A writer said traveling is a “deep human need” because it widens perspectives and frees one from the familiar with every step taken away from home. It becomes a greater need especially when one seeks self-development that can take form in art. Many talented people insist that travel is essential to art, especially if art is supposed to be free and limitless. Writers such as Jose Rizal and F. Sionil Jose are considered proofs of this claim.

Take a look around you. You might spot a stranger sitting on a bench at some park, writing on a notebook. He could be a traveler, a stranger to the city you’ve known all your life. To him, this city is unfamiliar, and every sight he takes in is a new experience. That may be enough reason for him to write in the middle of a city where no one stops to take in the details that might give new meaning to a place so common to many.

***

I am bothered because I haven’t responded well to the need to travel, one that is supposed to nurture an aspiring writer. That is, not counting the family trips to Laguna, Baguio, and Pampanga, school-related outings to Batangas, Tagaytay, Ternate, and Pangasinan, and a one-time journey to Nauhan and Puerto Galera in Mindoro. Anyone can say that that isn’t much—apparently, I haven’t seen even a quarter of the country.

It may be safe to say that I am too young to be bothered by such a predicament. With barely a month left in college, the prospect of traveling in the blank days of temporary unemployment is a fantasy I keep on toying with while tweaking our thesis or writing a paper in class. Some people I know have been planning to go to Baguio before they haul their laid-back selves to job-hunting. The pressures of earning a living right after graduating keep on destroying such fantasies. If one does not have time to see places while in school, will one ever have the chance to travel after leaving it?

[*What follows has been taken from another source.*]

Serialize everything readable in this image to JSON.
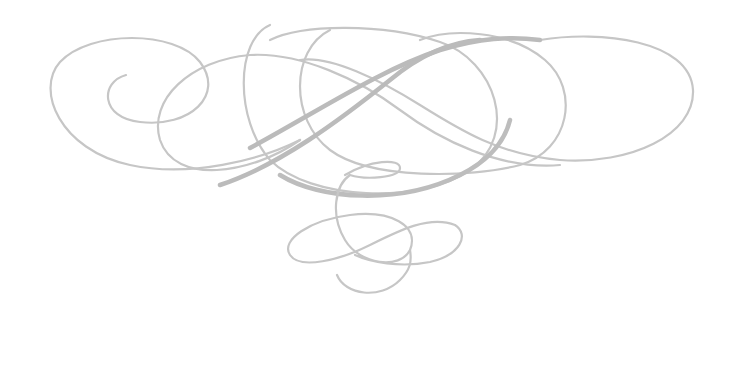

Of course it’s still possible, depending on the kind of job one enters. Journalism is a sure-fire answer, and that also goes for whatever specialization in the field, be it news, lifestyle, or even business. Isn’t it ironic, how a grounded job like this can take its employee places? It’s only a matter of doing the job well so that travel opportunities will never cease.

So my fantasies of traveling can still be possibly realized once I enter the workforce. However, there is a difference: work-related trips may not be as carefree as the carefree journeys I’ve take for granted before. But that is also a choice—after all, I can always pretend it isn’t work while I’m enjoying it, even as I sit down to write about it.

***

One does not travel only for the purpose of working or seeing new places. Travel must also have the purpose of self-seeking, hence the term “soul-searching.”

The soul-search trend isn’t as old in real life as it is in fiction. I know perhaps only a couple of people who have done it before. Funny enough, I discovered the term in a fairly new novel where a character who cannot decide whether she should marry someone packs her bags and heads off to the nicest beach she can afford to spend a few days in. Her soul search, however, flops as she returns home even more confused.

But should a soul search function solely as an escape from problems? While it is true that it is a good break from the pressures of everyday life, it shouldn’t be abused when problems need to be solved as soon as possible. The rationale, “coping with the difficulties of life” through breaks is already a passé alibi. Look at what happened to the tourists in Phuket, Thailand two Christmases ago.

Soul-searching, then, should be done not because one wishes to escape from problems. It should be a voluntary act that aims to re-examine and re-evaluate the self, for the purpose of understanding one’s own psyche or setting resolutions to one’s problematic areas. It need not arise from a certain problem that needs an immediate solution, nor a mere fancy to go out and smell the flowers.

If places need to be discovered and re-discovered, the self does, too.

***

The recent death of someone I know was a wake-up call for me to start doing everything I want to do. For about a week, when everything seemed to be in a rush, I lagged behind, dwelling on the sadness of the end of someone’s journey.

Ironically, the dread of “the end” only resurfaces when somebody dies. During difficult times, it’s natural to wish for the end, but when the end comes for somebody else, the thought of one’s own end becomes unbearable.

Then again, it is pointless to dwell on such thoughts if one wants to live fully. For a journey to continue, mobility is necessary until the actual end. And when it does, it starts a journey guaranteed never to end.